My January-February 2005 issue of the Alumni Journal is just a gas. My highlight memory of Circle is that awful snowstorm in January '67. Despite radio admonitions against it, I made the trip to campus from my apartment in Rogers Park. Happily, the CTA train ride from Jarvis Avenue to downtown was mostly elevated above snow level. When I got off at the campus stop, I was astonished to see the usually busy Eisenhower Expressway still as death. Abandoned cars were marked only by lumps of the white stuff. The phrase "Frozen in the snowflakes of time" came to mind. To my surprise, many other students and my dear teachers also made it to campus. For me it was "another day at the office" with the joy of being around dedicated people. It would have been a perfect day to miss class with an excuse, but as you all surely know, if you didn't have a little "fire in your belly" you didn't earn that excellent education. Nor do you stay warm on a winter day in the Windy City. Thanks for your good work. I share all the wonderful memories that are evoked. Go Flames!

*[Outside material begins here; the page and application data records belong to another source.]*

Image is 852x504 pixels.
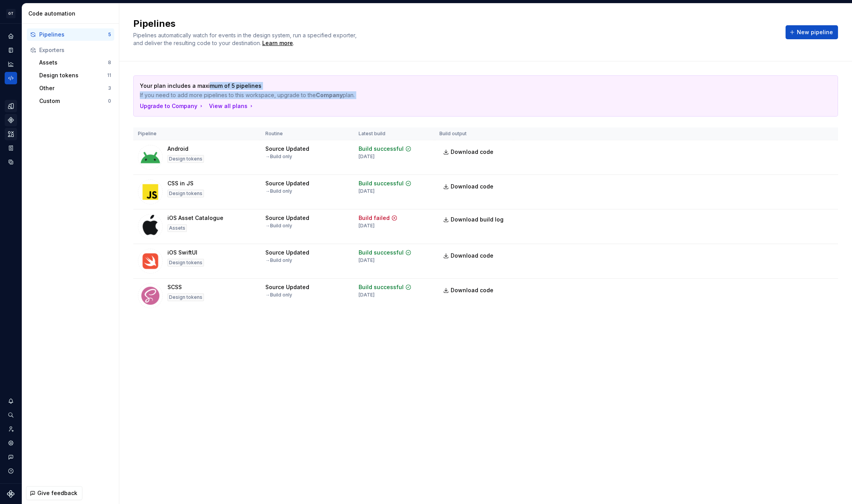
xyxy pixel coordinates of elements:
div: → Build only [265,188,292,195]
div: Build successful [358,179,404,188]
span: Give feedback [37,489,77,497]
div: Source Updated [265,179,309,188]
a: Download code [440,248,498,262]
a: Assets [5,128,17,140]
a: Data sources [5,156,17,168]
th: Latest build [354,127,435,140]
h2: Pipelines [133,18,776,30]
div: Build successful [358,248,404,256]
a: Download code [440,145,498,159]
div: Design tokens [167,155,204,163]
div: Source Updated [265,248,309,256]
div: Source Updated [265,284,309,291]
div: Design tokens [167,259,204,267]
div: Storybook stories [5,142,17,154]
div: Exporters [39,46,111,54]
div: Assets [39,59,108,66]
button: Upgrade to Company [140,102,204,110]
div: 0 [108,98,111,104]
div: → Build only [265,292,292,298]
button: Design tokens11 [36,69,114,82]
button: Contact support [5,451,17,463]
div: Code automation [29,10,116,18]
p: Your plan includes a maximum of 5 pipelines [140,82,777,90]
a: Home [5,30,17,43]
button: Notifications [5,395,17,407]
div: → Build only [265,153,292,160]
span: New pipeline [797,29,833,36]
a: Components [5,114,17,126]
div: Design tokens [167,190,204,197]
div: Design tokens [167,293,204,301]
th: Build output [435,127,513,140]
div: Source Updated [265,145,309,153]
div: iOS SwiftUI [167,248,197,256]
div: [DATE] [358,292,375,298]
button: View all plans [209,102,255,110]
th: Pipeline [133,127,260,140]
a: Code automation [5,72,17,84]
strong: Company [316,92,343,98]
a: Documentation [5,44,17,56]
div: Android [167,145,188,153]
span: . [261,41,294,46]
div: Pipelines [39,31,108,38]
div: → Build only [265,257,292,263]
div: Design tokens [39,71,107,79]
a: Download code [440,179,498,193]
div: [DATE] [358,223,375,229]
div: SCSS [167,284,182,291]
svg: Supernova Logo [7,490,15,498]
button: Other3 [36,82,114,94]
a: Learn more [263,39,293,47]
button: GT [1,5,20,22]
a: Settings [5,437,17,449]
button: Pipelines5 [27,29,114,41]
button: Download build log [440,213,509,227]
a: Analytics [5,58,17,70]
div: Other [39,84,108,92]
div: iOS Asset Catalogue [167,214,223,222]
button: Give feedback [26,486,83,500]
button: Assets8 [36,56,114,69]
p: If you need to add more pipelines to this workspace, upgrade to the plan. [140,91,777,99]
div: 3 [108,85,111,91]
div: 11 [107,72,111,78]
span: Download build log [451,216,503,223]
a: Custom0 [36,94,114,107]
div: Build successful [358,284,404,291]
span: Download code [451,286,494,294]
a: Design tokens [5,100,17,112]
div: 5 [108,31,111,38]
div: → Build only [265,223,292,229]
div: 8 [108,59,111,66]
button: Search ⌘K [5,409,17,421]
a: Invite team [5,423,17,435]
div: [DATE] [358,188,375,195]
div: [DATE] [358,257,375,263]
th: Routine [260,127,354,140]
div: [DATE] [358,153,375,160]
button: New pipeline [785,25,838,39]
a: Download code [440,284,498,298]
div: GT [6,9,15,18]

Stephen A. Hathaway '68 UIC; AM '70, MS '74 UIUC
Navy Pier Attendee


My architectural classes at the east end, above the structure to the west and just west of the auditorium space.

A wonderful class of talented architecture students, some of the older veterans taught us a great deal.

Norman A. Koglin '51 UIUC
'48 Navy Pier Attendee


Kedzie Avenue to Archer, Archer to Wacker and Wabash and then Grand Avenue and onto Navy Pier - what a commute, but an enjoyable one from September 1949 to June of '52! Classes all up and down the long north side of the Pier. Great teachers all and it was most enjoyable hearing the many GIs share their experiences. It was bittersweet to leave for the big Urbana campus with no Lake Michigan and Chicago skyline. Those were the years!!

Daniel J. Petromilli '53 UIUC
1949-52 Navy Pier Attendee


Classes on the north side of the Pier during storms that blew water against the windows while the wind whistled through the east-west axis. Natural drama that helped provide energy to otherwise dry lectures.

Ted Truske '56 UIUC
Navy Pier Attendee


Working for a full four-year school was my first experience with activism of a political nature and opened my eyes to the importance of working toward a goal.

Our instructors were, for the most part, top-notch teachers.

Barry A. Goldberg '62, MS '64 UIUC
Navy Pier Attendee


I remember the single corridor - mile long campus and the gym where I took archery and boxing (received the one and only bloody nose of my life).

I would have happily gone all four years to Navy Pier but transferred after squeezing out an "extra" semester. It helped the financing of my education.

Because we were all commuters there was little opportunity to bond as we did later Downstate. I really don't recall individual friends from those first 2 1 /2 years. I recall that there were "socials" and the like but I usually got on the Grand Avenue streetcar to get home for homework and jobs I held while in school.